To argue "overall violent crime" fell is almost a literal "... but other than that, Mrs. Lincoln, how was the play?"

Yes, homicide makes up ~3% of all violent crimes. But it is the most emotional and politically salient of all. By far.

If homicide spiked, "crime rose."
To try to downplay this is to give the status quo EXACTLY what it wants.

It suggests that reforms are a luxury to be indulged in only when crime is low--not smarter, better ways to reduce harm.

It betrays a lack of confidence, confidence reformers should have.
Read 5 tweets
24 Sep
Intriguing data point of the night.

In 2016 Survey of Prison Inmates, of those serving time for a VIOLENT crime that is NOT homicide or rape:

• 62% claim NO ONE was physically hurt
• 21% admit serious injury (death/rape/stab/shot/broken bones)
• 17% admit minor injury
According to the BJS prisoner count, there are ~350,000 ppl in for violence other than rape or homicide (SPI-16 est is 375K, so... close).

That would be over 200,000 ppl in prison for violence who claim to have hurt no one.

Further complicates "violence" as a category.
Of course, these are self-reports, which are always noisy and messy.

Still, even if we assume some desire to downplay harms, still suggests many in prison for violence didn't cause physical harm (betting a lot are robberies).

(Of course, psych/emotional harm matters too.)
Read 6 tweets
21 Sep
One more detail here. I've seen ppl outraged at the DA over this bond. That... may not be the case here.

PA rules vary by county, but believe this is a county where the initial bail decision can be made by the arresting officer and the judge... alone.

No DA. No def lawyer.
It's a crazy rule.

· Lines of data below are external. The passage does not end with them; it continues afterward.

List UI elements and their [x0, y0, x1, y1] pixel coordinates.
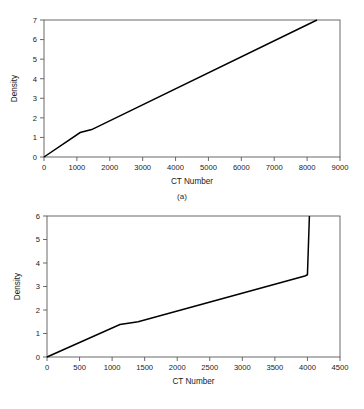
chart-a-caption: (a) — [0, 192, 364, 201]
y-tick-label: 4 — [33, 75, 37, 84]
chart-panel-a: 0100020003000400050006000700080009000012… — [0, 0, 364, 205]
x-tick-label: 4500 — [332, 363, 349, 372]
x-tick-label: 500 — [73, 363, 86, 372]
x-tick-label: 2500 — [201, 363, 218, 372]
y-tick-label: 7 — [33, 16, 37, 25]
x-axis-title: CT Number — [171, 177, 213, 186]
x-tick-label: 2000 — [169, 363, 186, 372]
x-tick-label: 9000 — [332, 163, 349, 172]
x-tick-label: 2000 — [101, 163, 118, 172]
chart-panel-b: 0500100015002000250030003500400045000123… — [0, 205, 364, 409]
x-tick-label: 7000 — [266, 163, 283, 172]
x-tick-label: 1000 — [104, 363, 121, 372]
chart-a-plot: 0100020003000400050006000700080009000012… — [0, 0, 364, 205]
y-tick-label: 6 — [36, 212, 40, 221]
y-tick-label: 4 — [36, 259, 40, 268]
x-tick-label: 1000 — [68, 163, 85, 172]
x-tick-label: 6000 — [233, 163, 250, 172]
x-tick-label: 3500 — [266, 363, 283, 372]
x-tick-label: 1500 — [136, 363, 153, 372]
x-tick-label: 4000 — [299, 363, 316, 372]
plot-frame — [44, 20, 340, 157]
y-tick-label: 3 — [36, 282, 40, 291]
data-series-line — [47, 216, 309, 357]
plot-frame — [47, 216, 340, 357]
y-tick-label: 2 — [33, 114, 37, 123]
y-tick-label: 1 — [36, 329, 40, 338]
x-tick-label: 3000 — [134, 163, 151, 172]
y-tick-label: 1 — [33, 133, 37, 142]
x-tick-label: 3000 — [234, 363, 251, 372]
y-tick-label: 3 — [33, 94, 37, 103]
x-tick-label: 8000 — [299, 163, 316, 172]
y-tick-label: 5 — [36, 235, 40, 244]
x-tick-label: 0 — [42, 163, 46, 172]
x-tick-label: 0 — [45, 363, 49, 372]
data-series-line — [44, 20, 317, 157]
x-axis-title: CT Number — [172, 377, 214, 386]
y-axis-title: Density — [13, 272, 22, 300]
y-axis-title: Density — [10, 74, 19, 102]
figure-container: 0100020003000400050006000700080009000012… — [0, 0, 364, 409]
x-tick-label: 5000 — [200, 163, 217, 172]
y-tick-label: 6 — [33, 35, 37, 44]
y-tick-label: 0 — [33, 153, 37, 162]
x-tick-label: 4000 — [167, 163, 184, 172]
y-tick-label: 0 — [36, 353, 40, 362]
y-tick-label: 2 — [36, 306, 40, 315]
y-tick-label: 5 — [33, 55, 37, 64]
chart-b-plot: 0500100015002000250030003500400045000123… — [0, 205, 364, 409]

The cop and the judge (all too often likely a former DA) get to set the initial bail with no lawyers present.

There eventually has to be a hearing with lawyers, but believe that can be up to two weeks later.

Two weeks in jail. That's big.
Imagine a county where the DA doesn't want to prosecute minor stuff anymore, but the police and former-ADAs-turned-judges do.

They can effectively create two-week sentences for offenses that consistently get dropped by the DA.

That could be all they wanted in the first place!
Read 4 tweets
20 Sep
I just can't.

$50,000 bond imposed on a homeless man who almost certainly made a mistake (and thus didn't break the law) when he thought over OVERpaid for a Mountain Dew but inadvertently underpaid by 43¢.

And got arrested for it by the STATE police.

pennlive.com/news/2021/09/m…
As article points out, felony theft in PA requires intent: he had to INTEND to stiff the store.

The DA has to prove this *beyond a reasonable doubt*. The sign said "2 for $3." He paid $2 for ONE.

I can't imagine a DA who could win this one at trial.

Still: a **$50,000 bond**
The state would lose this case for sure if it goes to trial.

But that $50K bond? Now the man's in jail. Bet he gets a misdemeanor "time served" plea offer to go home that day. Does it take it? Or does he languish longer in prison and have toroll the dice on SEVEN YRS in prison?